World & Community

SADC: Will Rajoelina Maintain Mnangagwa’s Success Momentum?

By Staff Reporter

Antananarivo, Madagascar—Madagascar’s President Andry Rajoelina has taken over the chairmanship of the Southern African Development Community (SADC) from Zimbabwe’s Emmerson Mnangagwa at the 45th Heads of State and Government Summit held in Antananarivo on 17–18 August 2025.

The transition raises one big question: can Rajoelina sustain the unprecedented momentum Mnangagwa injected into the largely ceremonial role?

Mnangagwa’s Unusual Tenure

When Mnangagwa assumed the SADC chairmanship at the Harare summit in August 2024, the post was expected to be routine. Instead, he turned it into a showcase of both regional activism and domestic political branding.

Zimbabweans were bombarded with jingles celebrating his ascendance, while quiz shows on SADC aired on state television and radio. ZANU-PF politicians even invoked the SADC chairmanship at funerals and church gatherings.

Yet beyond the theatrics, Mnangagwa delivered.

His one-year tenure pushed regional integration, industrialisation, food security, and peacebuilding higher up the SADC agenda.

He spearheaded:

  • The push for a SADC Parliament, with Madagascar and Mauritius signing the amended treaty in Antananarivo, bringing signatories to 15.
  • Commissioning of a Regional Logistics Depot in Botswana to bolster humanitarian and conflict-response capacity.
  • Ratification of the SADC Regional Development Fund, aimed at mobilising alternative financing from states, donors and the private sector.
  • Strong advocacy for annual SADC Industrialisation Weeks to boost trade, investment, and cooperation.

Most strikingly, Mnangagwa’s pragmatism on peace and security won regional and international recognition.

Initially inheriting a faltering SADC combat mission in eastern Democratic Republic of Congo (DRC), he steered the bloc toward African-led diplomacy, merging the Nairobi and Luanda peace processes with African Union backing.

The March 2025 decision to terminate SAMIDRC combat operations and join forces with the East African Community marked a turning point.

Even Rwanda’s Foreign Affairs Minister Olivier Nduhungirehe praised Mnangagwa’s “exceptional leadership.”

The Legacy He Leaves

By the end of his term, Mnangagwa could credibly claim to have:

  • Elevated SADC visibility at home and abroad.
  • Delivered tangible institutional milestones like the parliament treaty signing.
  • Projected himself as a regional statesman advocating “African solutions to African problems.”

It was, as Zimbabwean MP Webster Shamu put it, “about action, not words.”

Rajoelina’s Challenge

Rajoelina inherits both opportunity and expectation.

The young Malagasy leader, no stranger to political theatre himself, must now prove whether he can carry forward:

  • The peace momentum in eastern DRC, where a panel of five former African heads of state has been appointed to mediate.
  • The integration drive, ensuring SADC Parliament and the Regional Development Fund move from treaties to real institutions.
  • The economic agenda, especially infrastructure corridors and one-stop border posts that Mnangagwa championed.

Unlike Mnangagwa, who revelled in the spotlight, Rajoelina may need to balance his domestic political fragility with regional leadership.

Madagascar’s own governance challenges risk diluting its capacity to command the bloc with similar vigour.

The Big Question

As Mnangagwa exited with a spring in his step, SADC insiders acknowledged his tenure was “unprecedented.” Rajoelina steps into large shoes at a critical moment for the region.

Will he merely manage the post—or will he match Mnangagwa’s activist streak, ensuring SADC retains its current momentum on peace, integration, and development?

That, analysts say, will determine whether the Antananarivo summit is remembered as a transition or a turning point.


> **Aim of the exercise**
Please transcribe the entries that follow exactly as they stand, skipping each picture.

Data tied to figure images
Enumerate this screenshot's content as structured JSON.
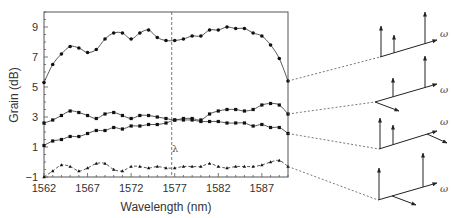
{
  "chart_data": {
    "type": "line",
    "title": "",
    "xlabel": "Wavelength (nm)",
    "ylabel": "Grain (dB)",
    "xlim": [
      1562,
      1590
    ],
    "ylim": [
      -1,
      10
    ],
    "xticks": [
      1562,
      1567,
      1572,
      1577,
      1582,
      1587
    ],
    "yticks": [
      -1,
      1,
      3,
      5,
      7,
      9
    ],
    "grid": false,
    "legend": null,
    "annotations": [
      {
        "text": "λ",
        "x": 1577,
        "note": "vertical dashed marker line at 1577 nm"
      }
    ],
    "x": [
      1562,
      1563,
      1564,
      1565,
      1566,
      1567,
      1568,
      1569,
      1570,
      1571,
      1572,
      1573,
      1574,
      1575,
      1576,
      1577,
      1578,
      1579,
      1580,
      1581,
      1582,
      1583,
      1584,
      1585,
      1586,
      1587,
      1588,
      1589,
      1590
    ],
    "series": [
      {
        "name": "curve-1",
        "style": "solid",
        "marker": "circle",
        "values": [
          5.3,
          6.5,
          7.2,
          7.7,
          7.6,
          7.3,
          7.5,
          8.2,
          8.6,
          8.6,
          8.2,
          8.6,
          8.8,
          8.3,
          8.1,
          8.1,
          8.2,
          8.4,
          8.4,
          8.8,
          8.8,
          9.0,
          8.9,
          8.9,
          8.6,
          8.4,
          7.8,
          6.9,
          5.4
        ]
      },
      {
        "name": "curve-2",
        "style": "solid",
        "marker": "square",
        "values": [
          2.6,
          2.8,
          3.1,
          3.4,
          3.3,
          3.1,
          2.9,
          3.2,
          3.3,
          3.1,
          2.9,
          3.1,
          3.1,
          3.0,
          2.9,
          2.8,
          2.9,
          2.9,
          2.8,
          3.2,
          3.4,
          3.5,
          3.5,
          3.4,
          3.5,
          3.8,
          3.9,
          3.8,
          3.2
        ]
      },
      {
        "name": "curve-3",
        "style": "solid",
        "marker": "square",
        "values": [
          1.1,
          1.4,
          1.5,
          1.7,
          1.7,
          1.9,
          2.1,
          2.1,
          2.3,
          2.2,
          2.4,
          2.4,
          2.5,
          2.5,
          2.6,
          2.8,
          2.8,
          2.8,
          2.7,
          2.7,
          2.7,
          2.6,
          2.6,
          2.6,
          2.4,
          2.5,
          2.3,
          2.3,
          1.9
        ]
      },
      {
        "name": "curve-4",
        "style": "dashed",
        "marker": "triangle",
        "values": [
          -1.0,
          -0.6,
          -0.2,
          -0.3,
          -0.6,
          -0.4,
          -0.1,
          -0.1,
          -0.5,
          -0.6,
          -0.3,
          -0.3,
          -0.4,
          -0.3,
          -0.4,
          -0.4,
          -0.3,
          -0.3,
          -0.3,
          -0.1,
          -0.3,
          -0.4,
          -0.3,
          -0.3,
          -0.3,
          -0.2,
          0.0,
          0.1,
          -0.3
        ]
      }
    ],
    "side_diagrams": [
      {
        "id": "spectrum-1",
        "axis_label": "ω",
        "arrows": [
          {
            "x": 381,
            "top": 26
          },
          {
            "x": 394,
            "top": 35
          },
          {
            "x": 425,
            "top": 12
          }
        ],
        "axis_from": [
          380,
          57
        ],
        "axis_to": [
          437,
          40
        ],
        "side_arrow": false,
        "connects_series": "curve-1"
      },
      {
        "id": "spectrum-2",
        "axis_label": "ω",
        "arrows": [
          {
            "x": 393,
            "top": 78
          },
          {
            "x": 425,
            "top": 56
          }
        ],
        "axis_from": [
          375,
          102
        ],
        "axis_to": [
          437,
          84
        ],
        "side_arrow": true,
        "connects_series": "curve-2"
      },
      {
        "id": "spectrum-3",
        "axis_label": "ω",
        "arrows": [
          {
            "x": 380,
            "top": 118
          },
          {
            "x": 393,
            "top": 125
          }
        ],
        "axis_from": [
          379,
          149
        ],
        "axis_to": [
          437,
          131
        ],
        "side_arrow": true,
        "connects_series": "curve-3"
      },
      {
        "id": "spectrum-4",
        "axis_label": "ω",
        "arrows": [
          {
            "x": 379,
            "top": 168
          },
          {
            "x": 423,
            "top": 153
          }
        ],
        "axis_from": [
          378,
          200
        ],
        "axis_to": [
          437,
          183
        ],
        "side_arrow": true,
        "connects_series": "curve-4"
      }
    ]
  }
}
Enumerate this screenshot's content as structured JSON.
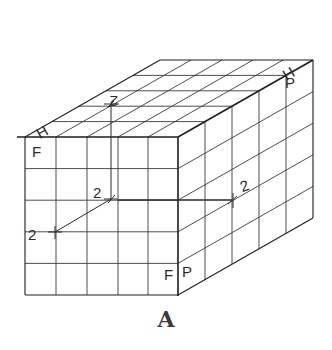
{
  "figure": {
    "caption": "A",
    "grid": {
      "front_columns": 5,
      "front_rows": 5,
      "depth_divisions": 5
    },
    "plane_labels": {
      "horizontal_front": "H",
      "horizontal_back": "H",
      "frontal_top": "F",
      "frontal_bottom": "F",
      "profile_top": "P",
      "profile_bottom": "P"
    },
    "dimension_labels": {
      "top_face": "2",
      "front_center": "2",
      "front_left": "2",
      "right_face": "2"
    },
    "colors": {
      "line": "#3a3a3a",
      "background": "#ffffff"
    }
  }
}
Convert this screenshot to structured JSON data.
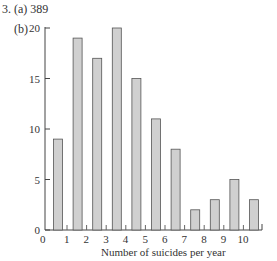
{
  "header": {
    "question": "3. (a) 389",
    "part_b": "(b)"
  },
  "chart_data": {
    "type": "bar",
    "title": "",
    "xlabel": "Number of suicides per year",
    "ylabel": "",
    "categories": [
      "0",
      "1",
      "2",
      "3",
      "4",
      "5",
      "6",
      "7",
      "8",
      "9",
      "10"
    ],
    "values": [
      9,
      19,
      17,
      20,
      15,
      11,
      8,
      2,
      3,
      5,
      3
    ],
    "x_ticks": [
      "0",
      "1",
      "2",
      "3",
      "4",
      "5",
      "6",
      "7",
      "8",
      "9",
      "10"
    ],
    "y_ticks": [
      "0",
      "5",
      "10",
      "15",
      "20"
    ],
    "ylim": [
      0,
      20
    ],
    "grid": false,
    "legend": "none",
    "bar_color": "#d0d0d0",
    "bar_edge_color": "#555555"
  }
}
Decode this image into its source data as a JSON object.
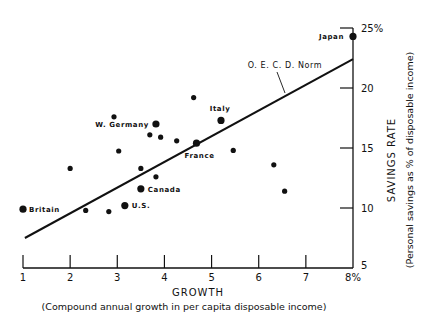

> **Answer space**
Enumerate this screenshot's content as structured JSON.
{
  "chart_data": {
    "type": "line",
    "title": "",
    "xlabel": "Wavelength (nm)",
    "ylabel": "Grain (dB)",
    "xlim": [
      1562,
      1590
    ],
    "ylim": [
      -1,
      10
    ],
    "xticks": [
      1562,
      1567,
      1572,
      1577,
      1582,
      1587
    ],
    "yticks": [
      -1,
      1,
      3,
      5,
      7,
      9
    ],
    "grid": false,
    "legend": null,
    "annotations": [
      {
        "text": "λ",
        "x": 1577,
        "note": "vertical dashed marker line at 1577 nm"
      }
    ],
    "x": [
      1562,
      1563,
      1564,
      1565,
      1566,
      1567,
      1568,
      1569,
      1570,
      1571,
      1572,
      1573,
      1574,
      1575,
      1576,
      1577,
      1578,
      1579,
      1580,
      1581,
      1582,
      1583,
      1584,
      1585,
      1586,
      1587,
      1588,
      1589,
      1590
    ],
    "series": [
      {
        "name": "curve-1",
        "style": "solid",
        "marker": "circle",
        "values": [
          5.3,
          6.5,
          7.2,
          7.7,
          7.6,
          7.3,
          7.5,
          8.2,
          8.6,
          8.6,
          8.2,
          8.6,
          8.8,
          8.3,
          8.1,
          8.1,
          8.2,
          8.4,
          8.4,
          8.8,
          8.8,
          9.0,
          8.9,
          8.9,
          8.6,
          8.4,
          7.8,
          6.9,
          5.4
        ]
      },
      {
        "name": "curve-2",
        "style": "solid",
        "marker": "square",
        "values": [
          2.6,
          2.8,
          3.1,
          3.4,
          3.3,
          3.1,
          2.9,
          3.2,
          3.3,
          3.1,
          2.9,
          3.1,
          3.1,
          3.0,
          2.9,
          2.8,
          2.9,
          2.9,
          2.8,
          3.2,
          3.4,
          3.5,
          3.5,
          3.4,
          3.5,
          3.8,
          3.9,
          3.8,
          3.2
        ]
      },
      {
        "name": "curve-3",
        "style": "solid",
        "marker": "square",
        "values": [
          1.1,
          1.4,
          1.5,
          1.7,
          1.7,
          1.9,
          2.1,
          2.1,
          2.3,
          2.2,
          2.4,
          2.4,
          2.5,
          2.5,
          2.6,
          2.8,
          2.8,
          2.8,
          2.7,
          2.7,
          2.7,
          2.6,
          2.6,
          2.6,
          2.4,
          2.5,
          2.3,
          2.3,
          1.9
        ]
      },
      {
        "name": "curve-4",
        "style": "dashed",
        "marker": "triangle",
        "values": [
          -1.0,
          -0.6,
          -0.2,
          -0.3,
          -0.6,
          -0.4,
          -0.1,
          -0.1,
          -0.5,
          -0.6,
          -0.3,
          -0.3,
          -0.4,
          -0.3,
          -0.4,
          -0.4,
          -0.3,
          -0.3,
          -0.3,
          -0.1,
          -0.3,
          -0.4,
          -0.3,
          -0.3,
          -0.3,
          -0.2,
          0.0,
          0.1,
          -0.3
        ]
      }
    ],
    "side_diagrams": [
      {
        "id": "spectrum-1",
        "axis_label": "ω",
        "arrows": [
          {
            "x": 381,
            "top": 26
          },
          {
            "x": 394,
            "top": 35
          },
          {
            "x": 425,
            "top": 12
          }
        ],
        "axis_from": [
          380,
          57
        ],
        "axis_to": [
          437,
          40
        ],
        "side_arrow": false,
        "connects_series": "curve-1"
      },
      {
        "id": "spectrum-2",
        "axis_label": "ω",
        "arrows": [
          {
            "x": 393,
            "top": 78
          },
          {
            "x": 425,
            "top": 56
          }
        ],
        "axis_from": [
          375,
          102
        ],
        "axis_to": [
          437,
          84
        ],
        "side_arrow": true,
        "connects_series": "curve-2"
      },
      {
        "id": "spectrum-3",
        "axis_label": "ω",
        "arrows": [
          {
            "x": 380,
            "top": 118
          },
          {
            "x": 393,
            "top": 125
          }
        ],
        "axis_from": [
          379,
          149
        ],
        "axis_to": [
          437,
          131
        ],
        "side_arrow": true,
        "connects_series": "curve-3"
      },
      {
        "id": "spectrum-4",
        "axis_label": "ω",
        "arrows": [
          {
            "x": 379,
            "top": 168
          },
          {
            "x": 423,
            "top": 153
          }
        ],
        "axis_from": [
          378,
          200
        ],
        "axis_to": [
          437,
          183
        ],
        "side_arrow": true,
        "connects_series": "curve-4"
      }
    ]
  }
}
Enumerate this screenshot's content as structured JSON.
{
  "figure": {
    "caption": "A",
    "grid": {
      "front_columns": 5,
      "front_rows": 5,
      "depth_divisions": 5
    },
    "plane_labels": {
      "horizontal_front": "H",
      "horizontal_back": "H",
      "frontal_top": "F",
      "frontal_bottom": "F",
      "profile_top": "P",
      "profile_bottom": "P"
    },
    "dimension_labels": {
      "top_face": "2",
      "front_center": "2",
      "front_left": "2",
      "right_face": "2"
    },
    "colors": {
      "line": "#3a3a3a",
      "background": "#ffffff"
    }
  }
}
Convert this screenshot to structured JSON data.
{
  "header": {
    "question": "3. (a) 389",
    "part_b": "(b)"
  },
  "chart_data": {
    "type": "bar",
    "title": "",
    "xlabel": "Number of suicides per year",
    "ylabel": "",
    "categories": [
      "0",
      "1",
      "2",
      "3",
      "4",
      "5",
      "6",
      "7",
      "8",
      "9",
      "10"
    ],
    "values": [
      9,
      19,
      17,
      20,
      15,
      11,
      8,
      2,
      3,
      5,
      3
    ],
    "x_ticks": [
      "0",
      "1",
      "2",
      "3",
      "4",
      "5",
      "6",
      "7",
      "8",
      "9",
      "10"
    ],
    "y_ticks": [
      "0",
      "5",
      "10",
      "15",
      "20"
    ],
    "ylim": [
      0,
      20
    ],
    "grid": false,
    "legend": "none",
    "bar_color": "#d0d0d0",
    "bar_edge_color": "#555555"
  }
}
Decode this image into its source data as a JSON object.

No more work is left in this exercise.